Tennis for Two prepares to collect its bus pass

The forerunner of today's video games celebrated its 60th birthday last week as the anniversary of William Higinbotham's Tennis for Two rolled around.

Tennis for Two was built by Higinbotham as a way of injecting a bit of life into the somewhat non-interactive nature of US-based Brookhaven National Laboratory's annual exhibition. It consisted of two controllers attached to an analogue computer and an oscilloscope showing two lines representing a tennis court and net, and a bright dot to represent the ball.

Each player had a controller with a button to swing an invisible racquet and a dial to adjust the angle, and goodness, it blew the minds of the attendees of the exhibition. Hundreds queued to have a go on the wonder-device.

The "brain" of the game was an analogue computer, the Donner Model 30, which came with an instruction manual describing how to simulate trajectories and bouncing on the cathode ray tube of an oscilloscope. It was a short intellectual hop for Higinbotham to translate this into a tennis game. Advances in transistors allowed the display of the ball, net and tennis court (or rather, dot, short vertical line and long horizontal line) and, with the help of an assistant, the game was put together in three weeks.

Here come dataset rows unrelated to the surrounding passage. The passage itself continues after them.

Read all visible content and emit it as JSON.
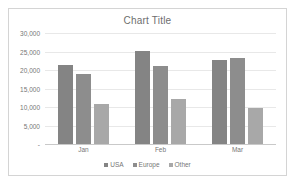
{
  "chart_data": {
    "type": "bar",
    "title": "Chart Title",
    "xlabel": "",
    "ylabel": "",
    "categories": [
      "Jan",
      "Feb",
      "Mar"
    ],
    "series": [
      {
        "name": "USA",
        "color": "#848484",
        "values": [
          21300,
          25200,
          22600
        ]
      },
      {
        "name": "Europe",
        "color": "#8d8d8d",
        "values": [
          19000,
          21100,
          23300
        ]
      },
      {
        "name": "Other",
        "color": "#a8a8a8",
        "values": [
          10800,
          12100,
          9700
        ]
      }
    ],
    "ylim": [
      0,
      30000
    ],
    "ytick_values": [
      30000,
      25000,
      20000,
      15000,
      10000,
      5000,
      0
    ],
    "ytick_labels": [
      "30,000",
      "25,000",
      "20,000",
      "15,000",
      "10,000",
      "5,000",
      "-"
    ],
    "grid": true,
    "legend_position": "bottom"
  }
}
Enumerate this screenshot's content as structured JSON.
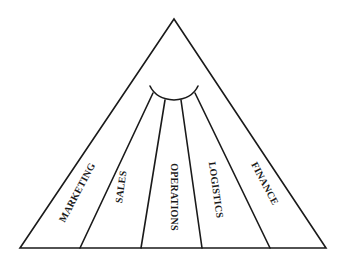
{
  "diagram": {
    "type": "pyramid-segments",
    "shape": "triangle",
    "segments": [
      {
        "label": "MARKETING"
      },
      {
        "label": "SALES"
      },
      {
        "label": "OPERATIONS"
      },
      {
        "label": "LOGISTICS"
      },
      {
        "label": "FINANCE"
      }
    ],
    "connector": "arc",
    "colors": {
      "stroke": "#1a1a1a",
      "background": "#ffffff"
    }
  }
}
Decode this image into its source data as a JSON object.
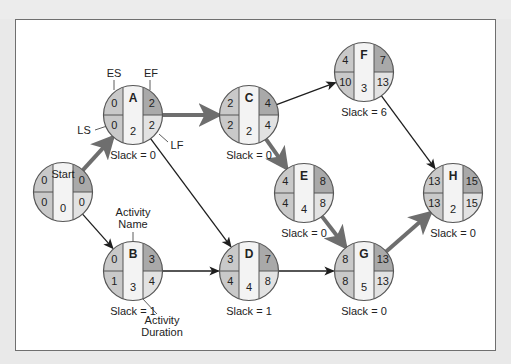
{
  "diagram": {
    "type": "activity-on-node network (critical path)",
    "colors": {
      "background": "#e9e9e9",
      "canvas": "#ffffff",
      "frame": "#6f6f6f",
      "es_ls_cell": "#c9c9c9",
      "ef_cell": "#a9a9a9",
      "lf_cell": "#e2e2e2",
      "name_cell": "#f3f3f3",
      "critical_arrow": "#6e6e6e",
      "normal_arrow": "#1e1e1e",
      "node_stroke": "#555555"
    },
    "nodes": [
      {
        "id": "Start",
        "name": "Start",
        "es": "0",
        "ef": "0",
        "ls": "0",
        "lf": "0",
        "duration": "0",
        "slack": "",
        "cx": 63,
        "cy": 192
      },
      {
        "id": "A",
        "name": "A",
        "es": "0",
        "ef": "2",
        "ls": "0",
        "lf": "2",
        "duration": "2",
        "slack": "Slack = 0",
        "cx": 133,
        "cy": 115
      },
      {
        "id": "B",
        "name": "B",
        "es": "0",
        "ef": "3",
        "ls": "1",
        "lf": "4",
        "duration": "3",
        "slack": "Slack = 1",
        "cx": 133,
        "cy": 271
      },
      {
        "id": "C",
        "name": "C",
        "es": "2",
        "ef": "4",
        "ls": "2",
        "lf": "4",
        "duration": "2",
        "slack": "Slack = 0",
        "cx": 249,
        "cy": 115
      },
      {
        "id": "D",
        "name": "D",
        "es": "3",
        "ef": "7",
        "ls": "4",
        "lf": "8",
        "duration": "4",
        "slack": "Slack = 1",
        "cx": 249,
        "cy": 271
      },
      {
        "id": "E",
        "name": "E",
        "es": "4",
        "ef": "8",
        "ls": "4",
        "lf": "8",
        "duration": "4",
        "slack": "Slack = 0",
        "cx": 304,
        "cy": 193
      },
      {
        "id": "F",
        "name": "F",
        "es": "4",
        "ef": "7",
        "ls": "10",
        "lf": "13",
        "duration": "3",
        "slack": "Slack = 6",
        "cx": 364,
        "cy": 72
      },
      {
        "id": "G",
        "name": "G",
        "es": "8",
        "ef": "13",
        "ls": "8",
        "lf": "13",
        "duration": "5",
        "slack": "Slack = 0",
        "cx": 364,
        "cy": 271
      },
      {
        "id": "H",
        "name": "H",
        "es": "13",
        "ef": "15",
        "ls": "13",
        "lf": "15",
        "duration": "2",
        "slack": "Slack = 0",
        "cx": 453,
        "cy": 193
      }
    ],
    "edges": [
      {
        "from": "Start",
        "to": "A",
        "critical": true
      },
      {
        "from": "Start",
        "to": "B",
        "critical": false
      },
      {
        "from": "A",
        "to": "C",
        "critical": true
      },
      {
        "from": "A",
        "to": "D",
        "critical": false
      },
      {
        "from": "B",
        "to": "D",
        "critical": false
      },
      {
        "from": "C",
        "to": "E",
        "critical": true
      },
      {
        "from": "C",
        "to": "F",
        "critical": false
      },
      {
        "from": "D",
        "to": "G",
        "critical": false
      },
      {
        "from": "E",
        "to": "G",
        "critical": true
      },
      {
        "from": "F",
        "to": "H",
        "critical": false
      },
      {
        "from": "G",
        "to": "H",
        "critical": true
      }
    ],
    "legend_labels": {
      "es": "ES",
      "ef": "EF",
      "ls": "LS",
      "lf": "LF",
      "activity_name_line1": "Activity",
      "activity_name_line2": "Name",
      "activity_duration_line1": "Activity",
      "activity_duration_line2": "Duration"
    }
  }
}
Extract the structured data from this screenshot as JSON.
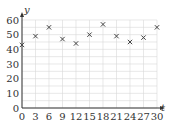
{
  "chart_data": {
    "type": "scatter",
    "title": "",
    "xlabel": "t",
    "ylabel": "y",
    "xlim": [
      0,
      30
    ],
    "ylim": [
      0,
      60
    ],
    "grid": true,
    "marker": "x",
    "x_ticks": [
      0,
      3,
      6,
      9,
      12,
      15,
      18,
      21,
      24,
      27,
      30
    ],
    "y_ticks": [
      0,
      10,
      20,
      30,
      40,
      50,
      60
    ],
    "series": [
      {
        "name": "y",
        "x": [
          0,
          3,
          6,
          9,
          12,
          15,
          18,
          21,
          24,
          27,
          30
        ],
        "values": [
          43,
          49,
          55,
          47,
          44,
          50,
          57,
          49,
          45,
          48,
          55
        ]
      }
    ]
  },
  "colors": {
    "grid": "#d8d8d8",
    "axis": "#333333",
    "marker": "#444444"
  }
}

A follow-up in 1959 featured a larger screen and adjustable gravity before the device was eventually put away and forgotten. Higinbotham reflected that perhaps a patent might have been a good idea as the likes of Pong appeared and the money began to roll in. However, as his employer, any licensing cash would have headed the government's way.

There continues to be controversy as to whether this was the very first video game. Ten years earlier, physicists at DuMont Laboratories had come up with game where a player twiddled knobs to make a dot reach a plastic target stuck on a screen in the snappily titled "Cathode-ray tube amusement device". The lack of computer involvement pretty much rules it out, however.

1951's Nimrod computer was able to play the strategy game Nim, but made do with lights rather than a cathode ray tube. 1952 brought OXO, developed by Alexander Douglas at the University of Cambridge on the Electronic Delay Storage Automatic Calculator (EDSAC), which used a cathode ray tube to show the current state of the game, albeit in a static form.

60 years on, it is Tennis for Two, a game created purely to entertain, that would be the most familiar to today's players with its controllers and moving imagery (even without the jiggly bits of today's entertainment). For his part, Higinbotham, who went on to be the first chair of the Federation of American Scientists, said of the game: "It might liven up the place to have a game that people could play, and which would convey the message that our scientific endeavors have relevance for society." As for how things turned out, Higinbotham observed: "Whether or not inventing video games is something to be proud of is another matter."

A reconstructed Tennis for Two was exhibited at the National Museum of Play in Rochester, New York, and the orginal schematics for making the thing still exist at the Brookhaven National Laboratory. ®

Bootnote

Interestingly, the godfather of video gaming was also on the team that produced electronics for the first atomic bomb, but Higinbotham would go on to become a major voice in the nonproliferation movement. Hopefully, nuke killstreaks remain limited to video games for the foreseeable future.